Tuesday, 14 August 2012

14th August 2012.

In one of my answers to ‘Eight Questions’, I mentioned that 15th August 2012 is a significant day for me. Because on that date I will be 48 years and 247 days old, the exact age that my famous relative came out. That day is now tomorrow.

Yesterday I spent time with my mother and sister; and one reason I did so – apart from the obvious one of spending time with my mother and sister – was to start ‘the conversation’.

“While we've got a moment, there's something I need to say...”
“Can I ask you both something: I've been thinking about coming out and...”
“Did you know that on Wednesday I'll be 48 years and 247 days and...”
“Can I just... You both know I'm a transvestite, right?”

It was a good plan. By speaking to them together I'd avoid having to do so individually, while they would have each other for moral support should they need it.

Several opportunities arose during the course of the day. Natural lulls in conversation where I could have spoken into the silence. I took none of them. I wanted to speak and yet I couldn't. I couldn't, even though I'm 99.99% sure they both know already. In short, I totally bottled it; at least it certainly felt – and feels – that way.

The problem for me is (as I related in ‘Eight Questions’ and earlier in ‘Stealth’) that we don't talk about this; we've never talked about this. There's a great big wall around this, and it's a wall almost entirely of my making.

Over the years I've made it very clear (without words) that I did not want to talk about this. For instance, when I was a teenager, and my mother found a nightdress I'd neglected to hide, and she tried to talk to me about it in a lovely “it's okay if this is what you like to wear in bed” kind of way, I sat there like a stone and thought about running away from home, until the extreme uncomfortableness eventually dissipated. And later, when she discovered me in bed actually wearing a (different) nightdress, she knew better than even to try and talk about it. So we didn't talk about it then; and we haven't talked about it since. And at other times, whenever conversation has headed even vaguely in this direction, I've deliberately steered it elsewhere.

So now there's just this wall.

But this is the thing: I no longer feel like the wall is really shielding me but that it's shielding them. When I tried tentatively to broach the subject a few weeks ago, the wall was propped up from the other side. Also (as I said in ‘Eight Questions’) my shelves are openly full of trans-related books. These shelves are mounted on the wall above one of the twin beds in my bedroom. Both my sister and a family friend have slept in that room, in that bed beneath those books, when they've come to stay. And so far, no one has said anything; no one has asked why those books are there, why I have them, what they're for, what they mean. Is it because they're now nervous of the answer? (The books indicating it's about more than just a boy wearing a nightie in bed.) Or because they think they already know the answer and are respecting my privacy? (Which would be so frustrating!)

In a lovely piece about his own cross-dressing, David Torrey Peters tells how his girlfriend “borrowed my laptop to check her e-mail and noticed an online transgendered support group cached in my web browser. She rotated the laptop towards me and asked with a raised brow, “Um…what is this?” I could have laughed it off, or explained it away, but years of compartmentalizing my life had drained me of the energy. At the sight of the screen, an incredibly fast-moving exhaustion travelled across my body like the shadow of a plane flying above. She stared, expectant. “That's me.”

I feel that lack of energy more and more. That inertia, that closet-weary, soul-sapping, fed-up-with-it-all-tiredness of separating different parts of myself from each other.

So now what? Can I continue to take (what seems like) the easy option and wait until someone finally does ask and then just say “yes”? Or will that asking never occur again? Is the wall now everywhere (like Sylvia Plath's ‘Bell Jar’)? Do I have to dismantle it myself and sod the (possible) consequences?

Any advice gratefully received. (Even if I won't necessarily follow it.)

Or perhaps I should just ask famous relative.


● **Task description**
With the pictures excluded, output only the lines from the one containing "has width=1187, height=584." through the last line of the entries, unchanged.
* * * *
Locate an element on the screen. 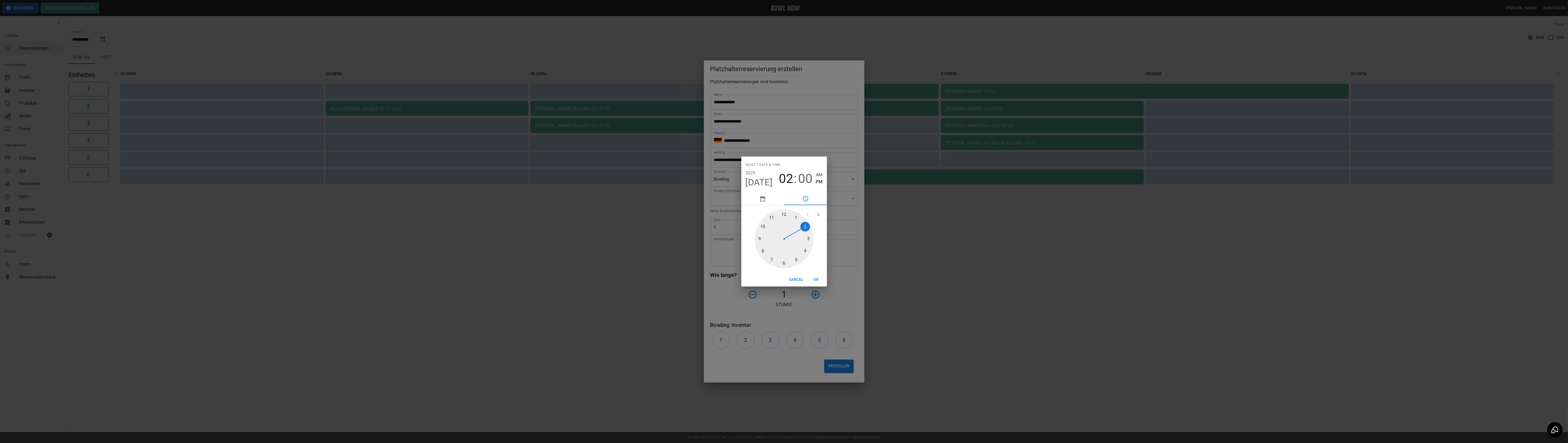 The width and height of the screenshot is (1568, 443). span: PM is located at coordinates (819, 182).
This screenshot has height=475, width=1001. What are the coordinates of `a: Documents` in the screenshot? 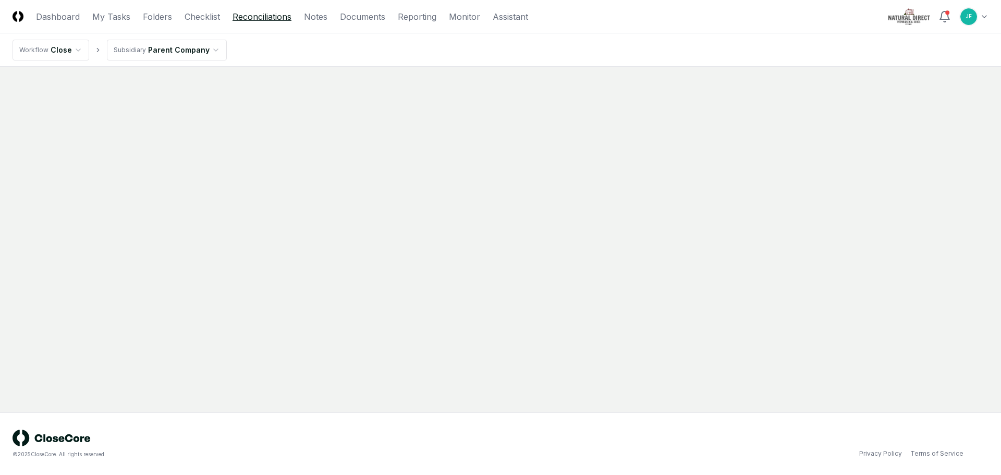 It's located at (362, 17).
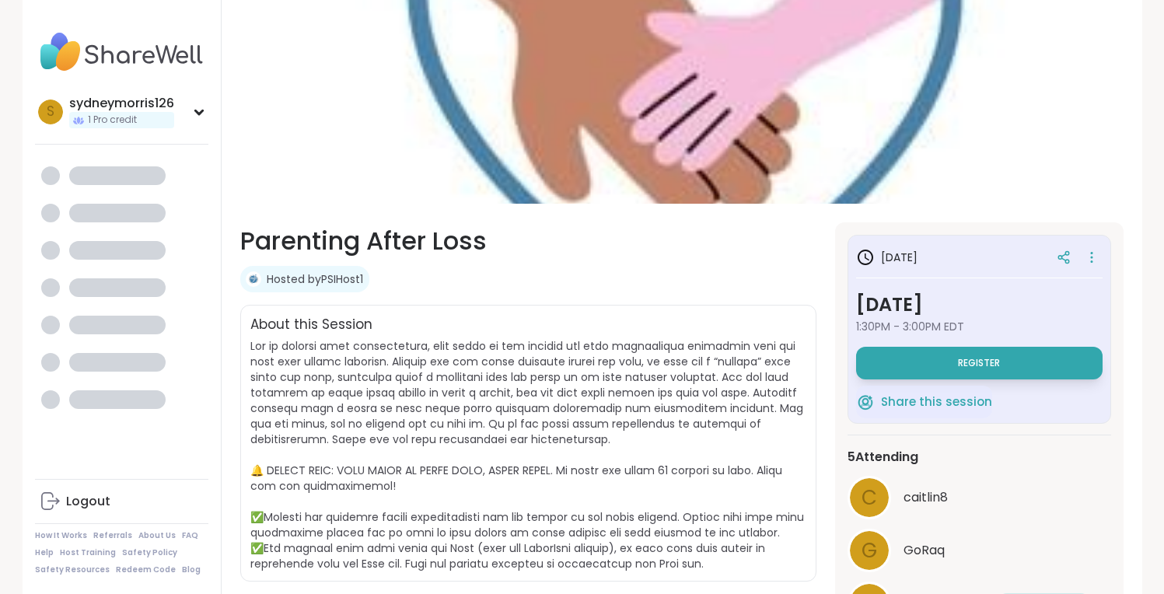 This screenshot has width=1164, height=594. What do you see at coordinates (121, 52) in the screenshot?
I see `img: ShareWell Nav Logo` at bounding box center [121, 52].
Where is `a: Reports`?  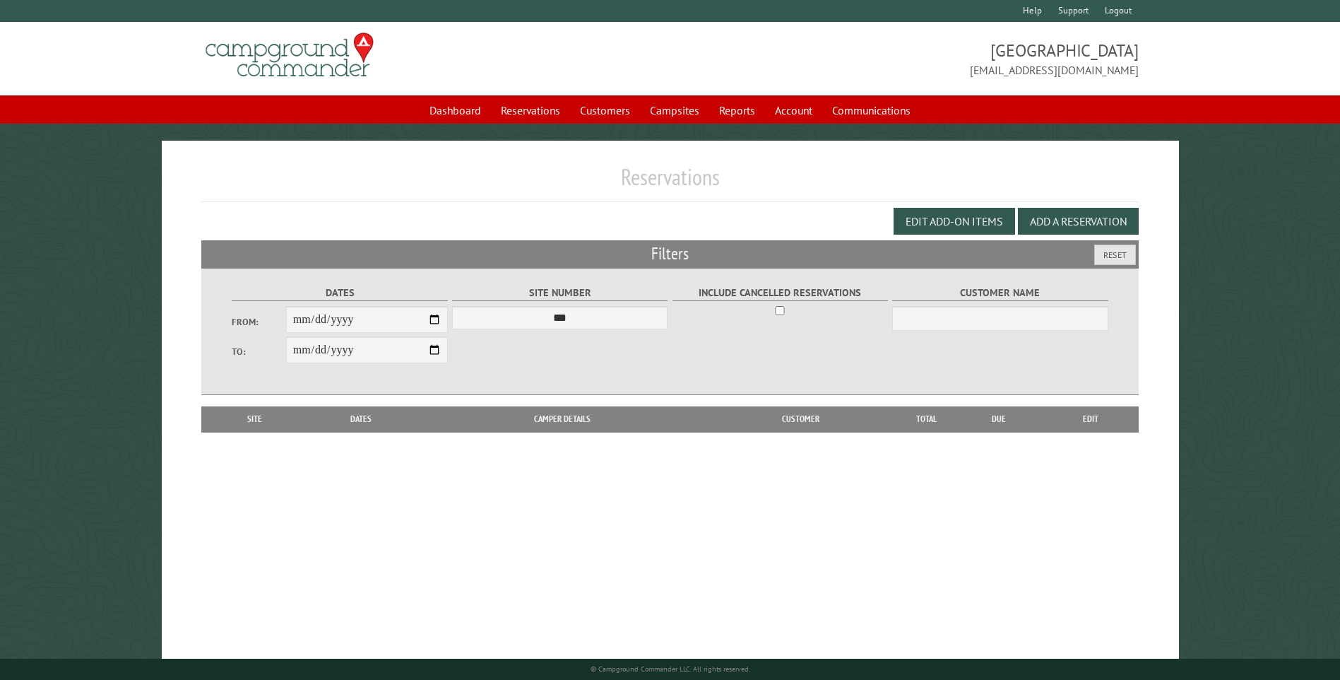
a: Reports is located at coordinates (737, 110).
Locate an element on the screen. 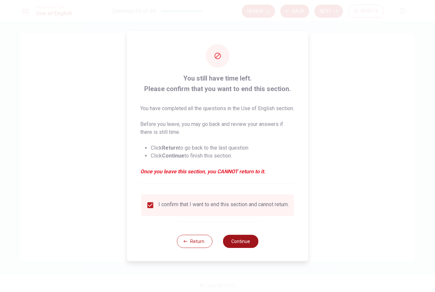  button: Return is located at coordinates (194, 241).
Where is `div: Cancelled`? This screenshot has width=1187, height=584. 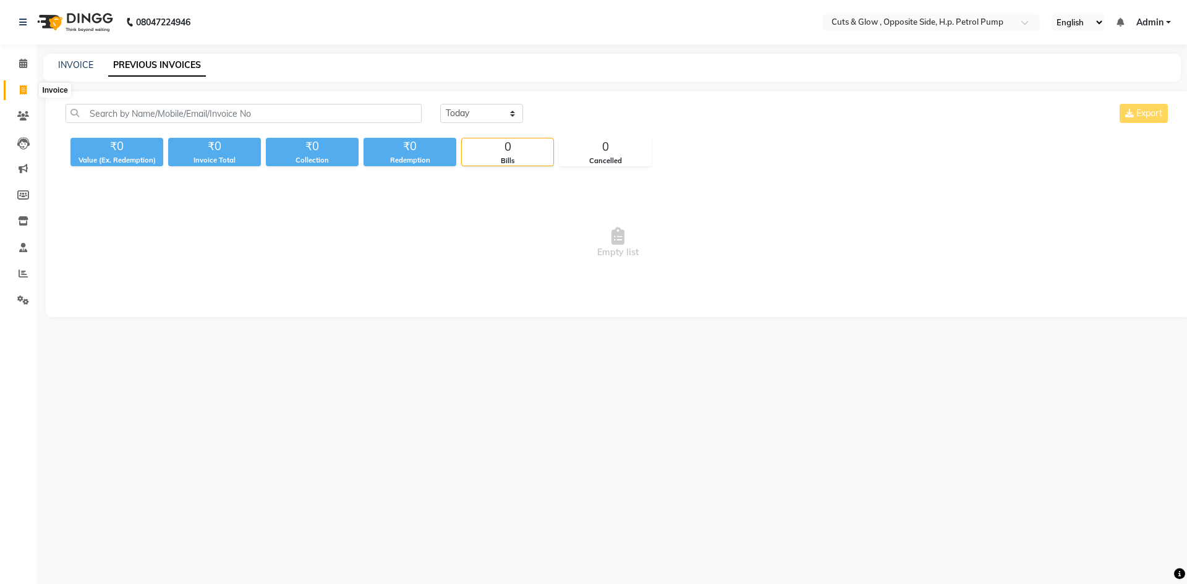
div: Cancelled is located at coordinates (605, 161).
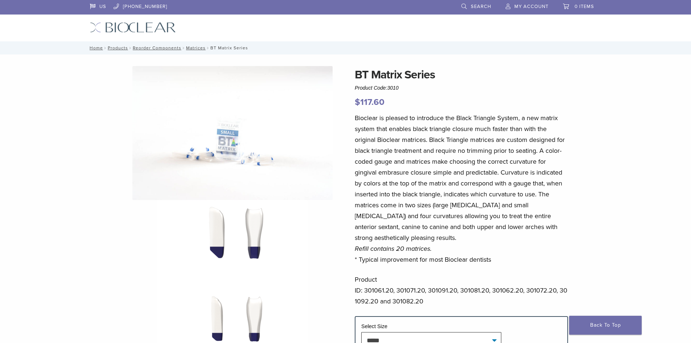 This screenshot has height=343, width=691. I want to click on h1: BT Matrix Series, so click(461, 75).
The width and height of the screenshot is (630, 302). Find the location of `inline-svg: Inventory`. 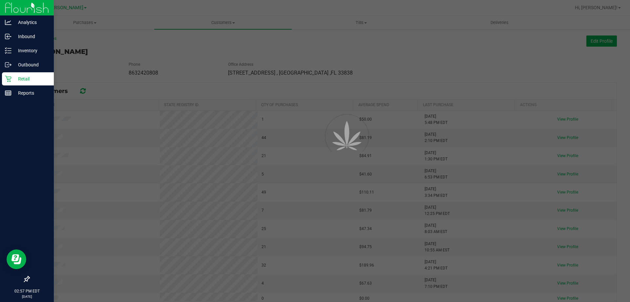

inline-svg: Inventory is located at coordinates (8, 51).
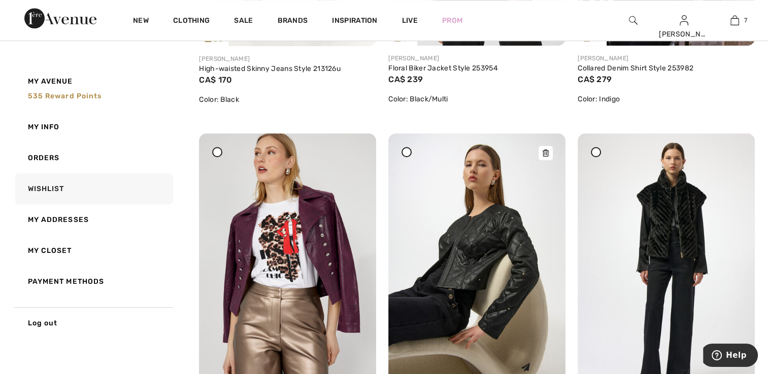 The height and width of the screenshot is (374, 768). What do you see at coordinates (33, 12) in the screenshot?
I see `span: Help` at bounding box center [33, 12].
* * * *
● **Solution to this problem**
Where is `div: Cancelled`? This screenshot has width=1187, height=584. 
div: Cancelled is located at coordinates (605, 161).
 This screenshot has height=343, width=691. I want to click on h1: BT Matrix Series, so click(461, 75).
The width and height of the screenshot is (630, 302). Find the location of `inline-svg: Inventory`. 

inline-svg: Inventory is located at coordinates (8, 51).
 The height and width of the screenshot is (374, 768). What do you see at coordinates (33, 12) in the screenshot?
I see `span: Help` at bounding box center [33, 12].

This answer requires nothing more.